Already have an account?
Sign in to comment
Add this suggestion to a batch that can be applied as a single commit.This suggestion is invalid because no changes were made to the code.Suggestions cannot be applied while the pull request is closed.Suggestions cannot be applied while viewing a subset of changes.Only one suggestion per line can be applied in a batch.Add this suggestion to a batch that can be applied as a single commit.Applying suggestions on deleted lines is not supported.You must change the existing code in this line in order to create a valid suggestion.Outdated suggestions cannot be applied.This suggestion has been applied or marked resolved.Suggestions cannot be applied from pending reviews.Suggestions cannot be applied on multi-line comments.Suggestions cannot be applied while the pull request is queued to merge.Suggestion cannot be applied right now. Please check back later.

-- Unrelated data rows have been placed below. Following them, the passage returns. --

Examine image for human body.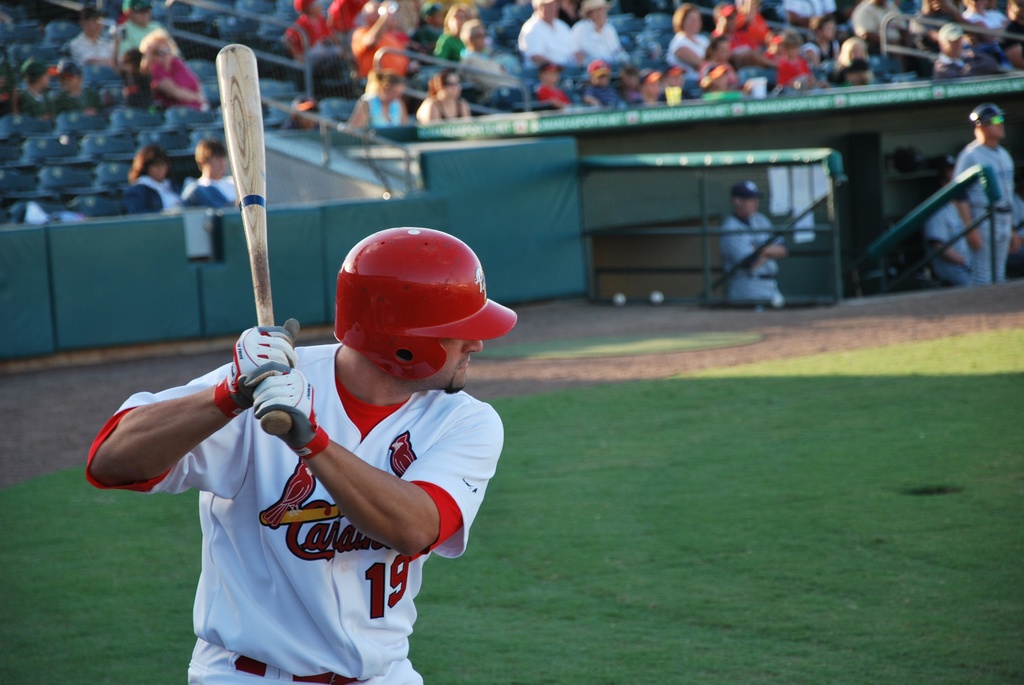
Examination result: 463 19 509 77.
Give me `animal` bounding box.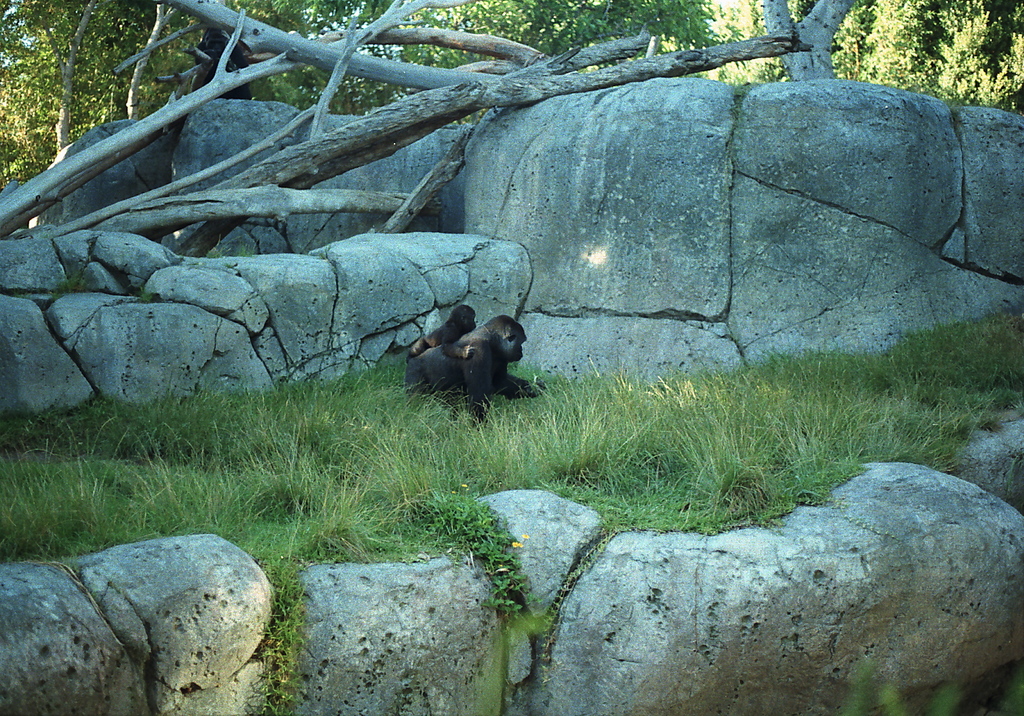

Performance::NumericPredicate cop identifies places where numeric uses predicates like
positive?,negative?and for some caseszero?should be converted to compare operator.The
Performance::NumericPredicatecop is added to identify instances where numeric predicates such aspositive?,negative?, and occasionallyzero?should be replaced with comparison operators for improved efficiency.Predicates incur a performance overhead by executing a method before comparison. A small benchmark comparison between using a comparison operator (
> 0) andpositive?illustrates the performance difference:Benchmark results on Ruby 3.3.0 (with YJIT) indicate a significant performance gain when using the comparison operator:
This cop is unsafe because it cannot be guaranteed that the receiver is Number and could be noisy.
Before submitting the PR make sure the following are checked:
[Fix #issue-number](if the related issue exists).master(if not - rebase it).bundle exec rake default. It executes all tests and runs RuboCop on its own code.{change_type}_{change_description}.mdif the new code introduces user-observable changes. See changelog entry format for details.